Grania had ceased now to struggle. She was sinking slowly, but she still kept her head partially above the surface. Had there been the slightest movement in the water all would have been over before this, but, as it was, death, too, seemed to linger, to share in the general suspension of all things, to delay and hover. Suddenly a quantity of brown seaweed, stirred by the changing tide, swept round the corner of the big rock and floated down towards her. It was a mass of enormously long laminaria, grown, not within tide-marks, but out in the deeper, more abysmal region, as leathery in texture, as solid, and seemingly as sustaining, as the branch of a forest tree, the thick strands welded together by years of growth in deep water. It floated up to her, then under her, half lifting her upon itself as upon a raft, her hands clutching in the thick oily strands, her whole body sustained and for the moment uplifted by it.

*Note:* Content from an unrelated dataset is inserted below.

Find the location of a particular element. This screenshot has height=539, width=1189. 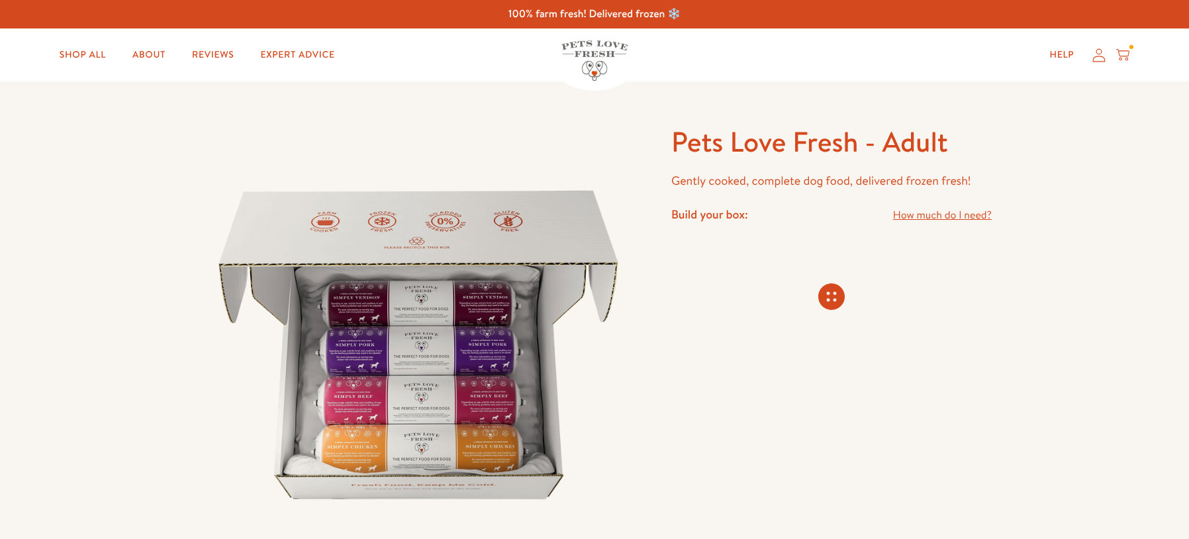

a: Expert Advice is located at coordinates (298, 55).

With this feeling of support from below a new look came into her face; her eyes opened widely, and she suddenly stretched out her hands.

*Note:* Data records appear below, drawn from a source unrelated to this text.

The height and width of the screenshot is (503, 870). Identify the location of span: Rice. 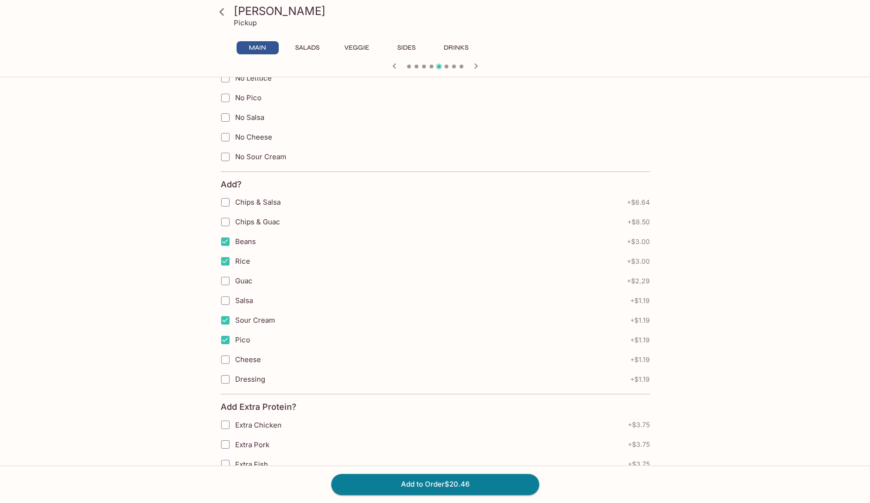
(243, 261).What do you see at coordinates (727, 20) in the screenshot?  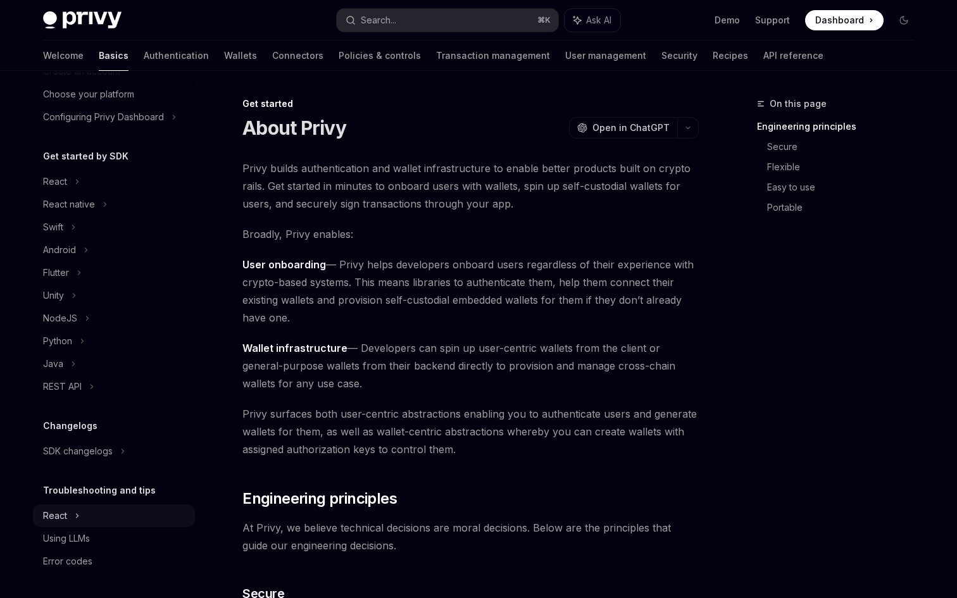 I see `a: Demo` at bounding box center [727, 20].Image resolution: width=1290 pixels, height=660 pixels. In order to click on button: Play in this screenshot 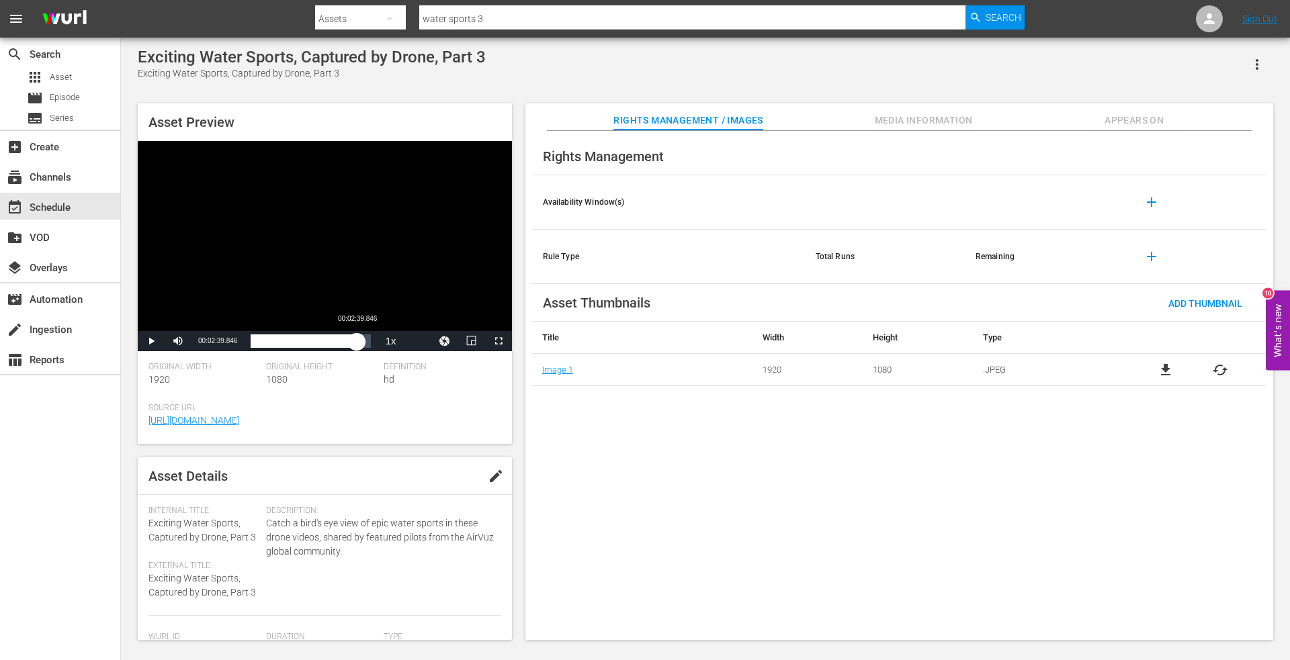, I will do `click(151, 341)`. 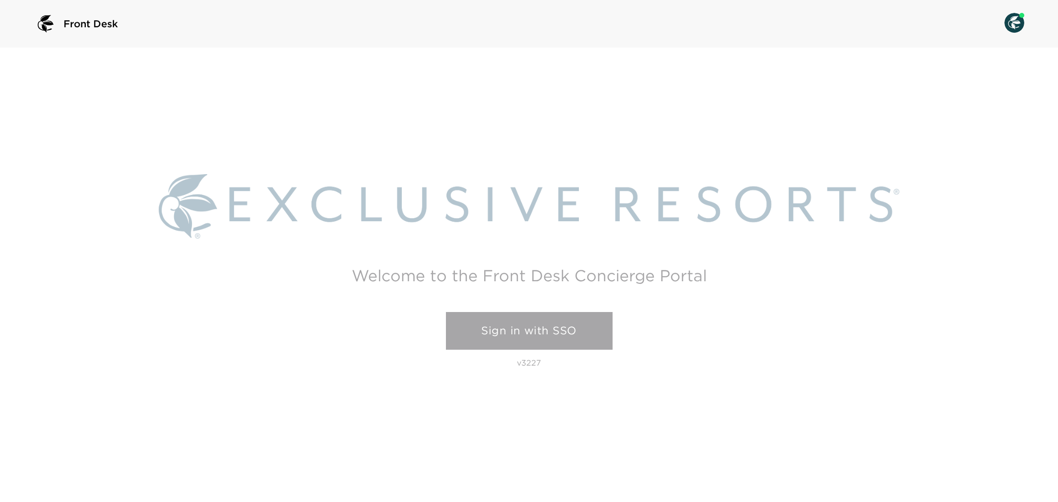 I want to click on img: User, so click(x=1014, y=23).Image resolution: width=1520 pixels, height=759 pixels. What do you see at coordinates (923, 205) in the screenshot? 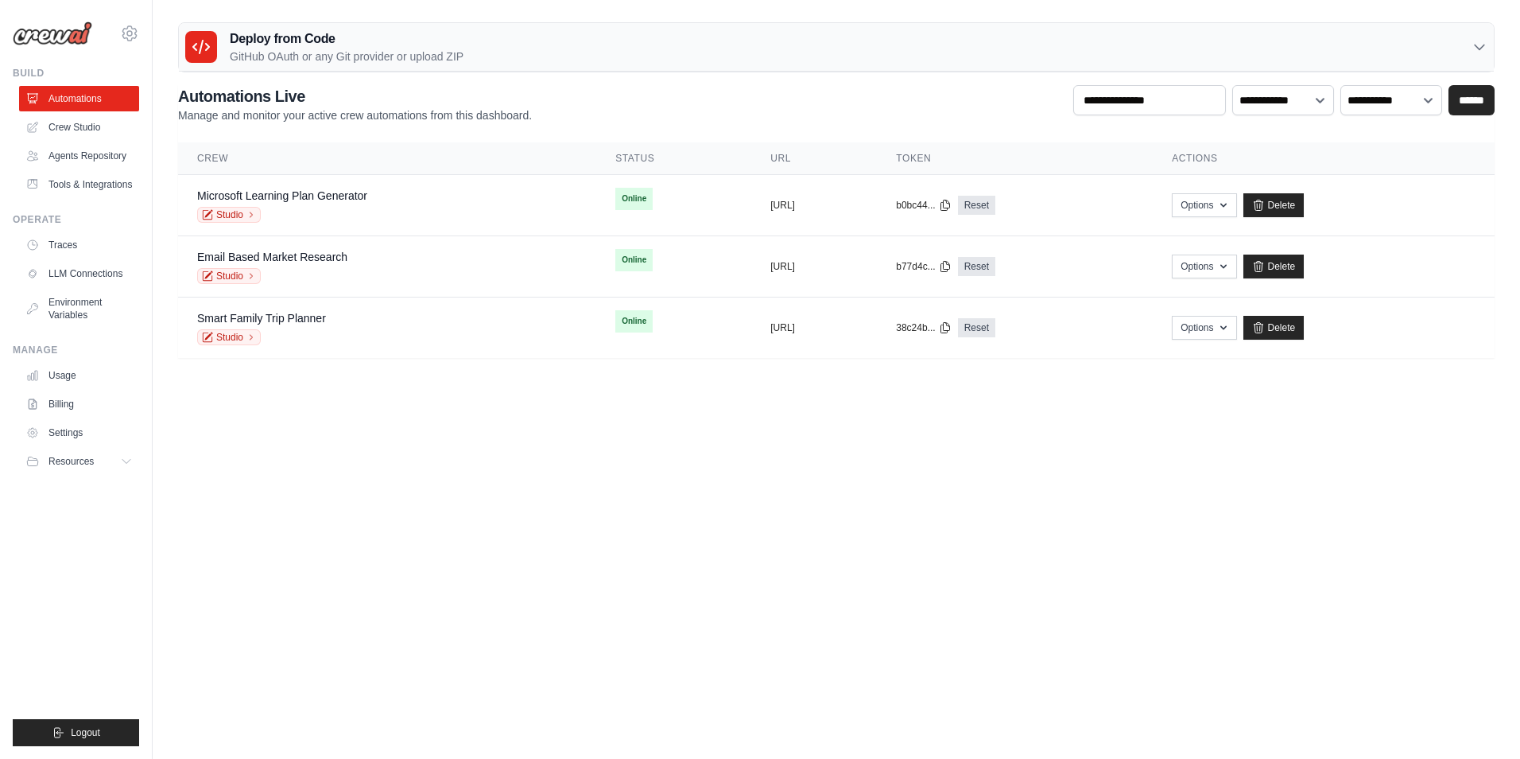
I see `button: b0bc44...` at bounding box center [923, 205].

‘Augh, Murdough! Murdough!’ she murmured deliriously. ‘Didn’t I know you’d come? Didn’t I know you’d never leave your poor Grania to drown by herself in the cruel salt sea? Arrah, take me up, then, darling, take me up! Be quick, dear, and gather me up out of this cold, creeping water! Augh, but ’tis the strong arms you have, though you would always have it ’twas me was the strongest, you rogue! Hold me closer to you, Murdough dear; hold me closer, I say; closer! closer still! Augh, Murdough!... Murdougheen!

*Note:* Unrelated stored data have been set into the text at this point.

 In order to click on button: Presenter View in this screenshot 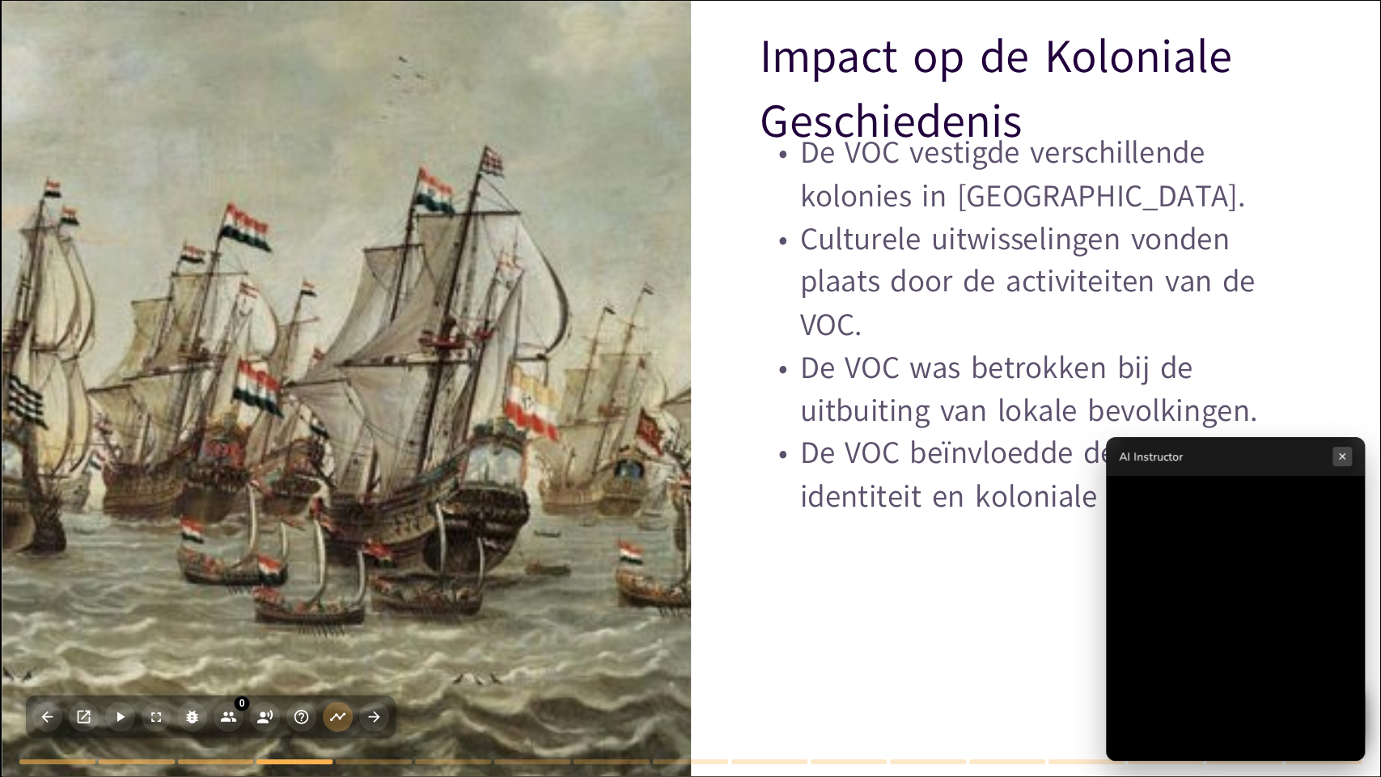, I will do `click(83, 716)`.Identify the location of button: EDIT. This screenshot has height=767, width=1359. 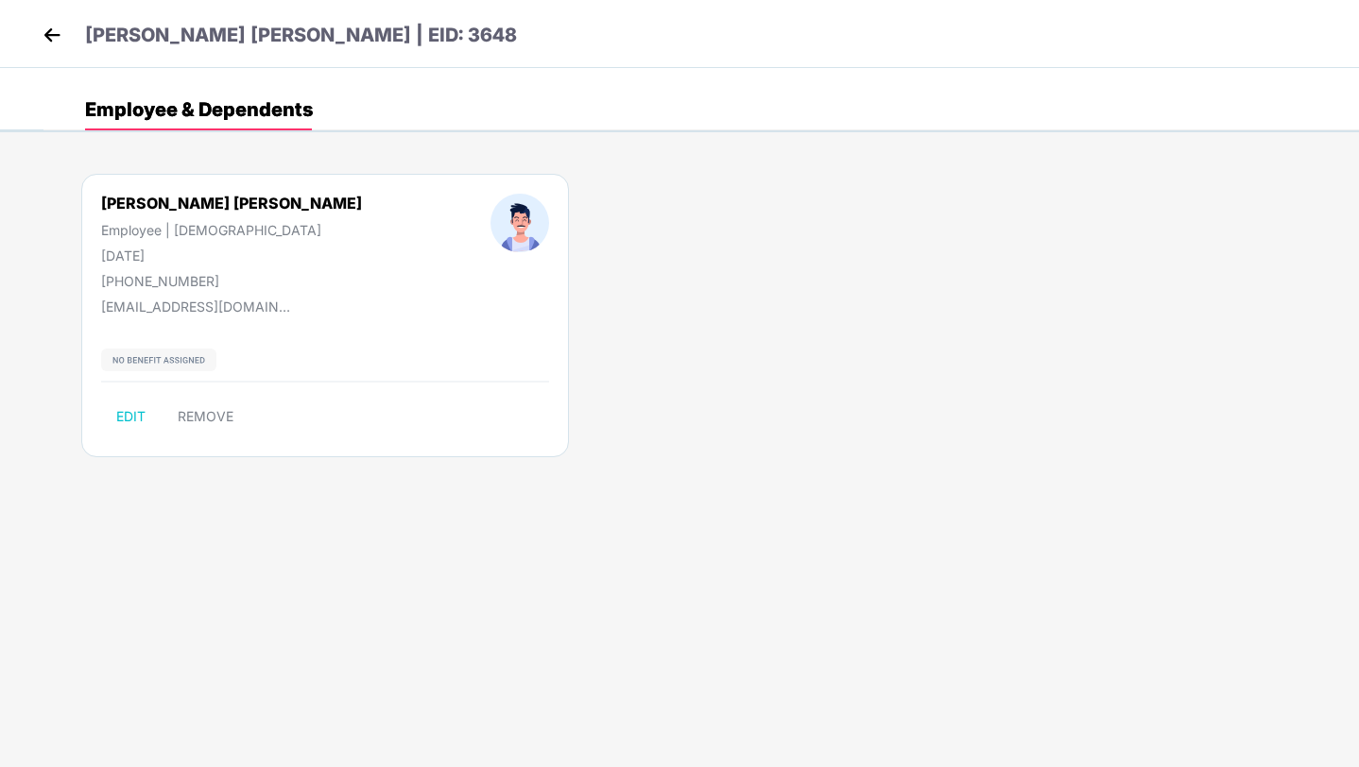
(130, 417).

And with a movement as if Murdough Blake had indeed come at last to the rescue, and was lifting her in his arms, she let her head fall back upon the seaweed, her cheek resting upon it as if upon his shoulder, her eyes at the same time closing with a long-drawn sigh of satisfaction, and so resting and so sighing she sank slowly, insensibly, and without a struggle into the great folds of the laminaria, which, after supporting her in that position for perhaps a minute, began gently to loosen its long sashlike strands, floating presently away by degrees over the hardly undulating surface, returning again and again, and sweeping back, though in a less compact mass, now under, now over, now round her, the great brown ribbons swaying in easy serpentine curves about the floating form, the two getting to be hardly distinguishable in the all-pervading dreaminess, a dreaminess of which the very fog itself seemed to be but a part; a dream too deep and apparently too satisfactory to be ever again disturbed or broken in upon by anything from without.

. . . . .

Six or seven hours later the first fishermen astir upon Aranmore, chancing to go out upon the cliff, saw little Phelim Daly still crouched upon the same rock; still staring down with the same terrified, widely-opened eyes into the waste of waters below him. He was promptly rescued, and carried to the nearest cabin, where, when his wits had partially thawed, his errand was either extracted from him, or possibly was guessed without being extracted; in any case, Father Tom was shortly afterwards summoned, and within an hour was on his way to Inishmaan, through the still thick, but by this time penetrable fog, to visit the dying woman.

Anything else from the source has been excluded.